The institute also reported that 60 percent of Latino adults in families had jobs, hours or income loss amid the crisis — and had reported using up most of their savings, taking money out of long-term savings accounts or increasing their credit card debt.

Many Latino families had only just begun to recover from the Great Recession when the pandemic hit, wiping out their gains.

Osorio said she was helped in getting back to work by news stories that included details of her struggle in the Washington Post and the San Antonio Express-News.

“I’ve started to work more normally. It took about three weeks to stabilize, but this week and the last week I’ve started to have stable work,” she said in Spanish. “I now have a regularly scheduled job. I have weekly clients, or bi-weekly and now we know where to go; before we didn’t know.”

From 'we were okay,' to accepting donated food

Although Osorio had 10 clients in the past, she now has five. Her husband works construction and was able to continue working most of the time.

But with seven people in the house, including two children who had moved back home because of job losses or school closings—plus her elderly father—the job loss became a strain after they drained about two weeks of savings.

Before the virus, “we were okay. We didn’t have extra money but we were okay with my husband’s income and mine, we paid for the house and the bills,” she said, emphasizing they never used any government programs to get by while they were working. “When we went to the doctor, we paid. When we bought food, we paid,” she said.

But as they lost work, Osorio joined thousands of others who lined up in their cars at San Antonio’s food bank, creating an image that has become the symbol of the crushing impact the virus has had on many Americans, particularly those who are lower income.

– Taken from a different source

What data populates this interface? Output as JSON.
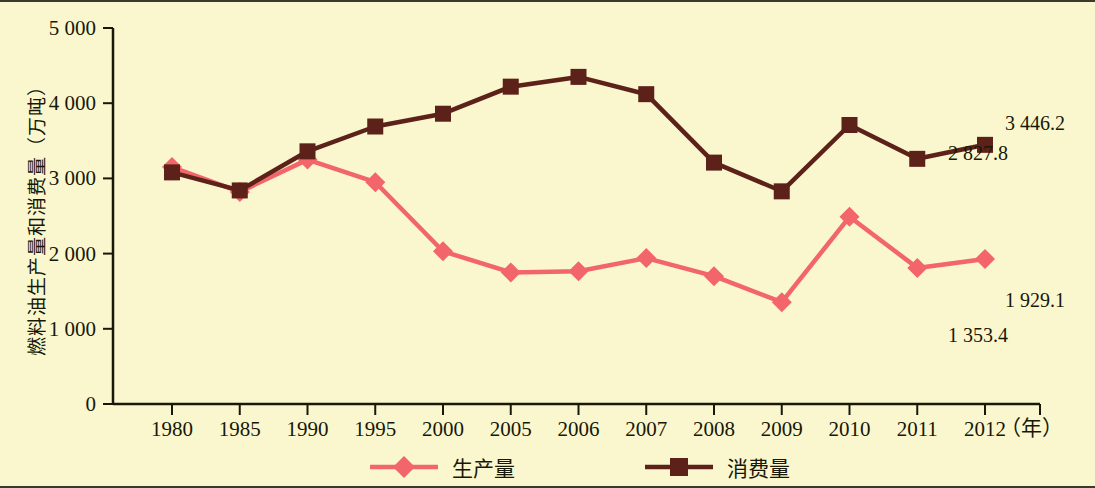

“With donations, we had food. We had vegetables. My children told me ‘you made us vegetarians without wanting to,’ because we could not afford meat,” she said.

The family did not get a stimulus check because their members include a mix of different immigration and citizenship statuses.

To keep working, Osorio and her husband have on an extra set of clothing, use gloves and masks and cover their hair. When they return home, everything they used is left outside and they enter with the clothes they wore underneath and go take baths. Her children do not leave the house.

“This is the only way to leave and enter the house,” she said.

Osorio, who volunteers with several activist groups including Texas Organizing Project, said she is nervous about going out and about getting too close too others.

“I worry about losing work if I get sick,” she said.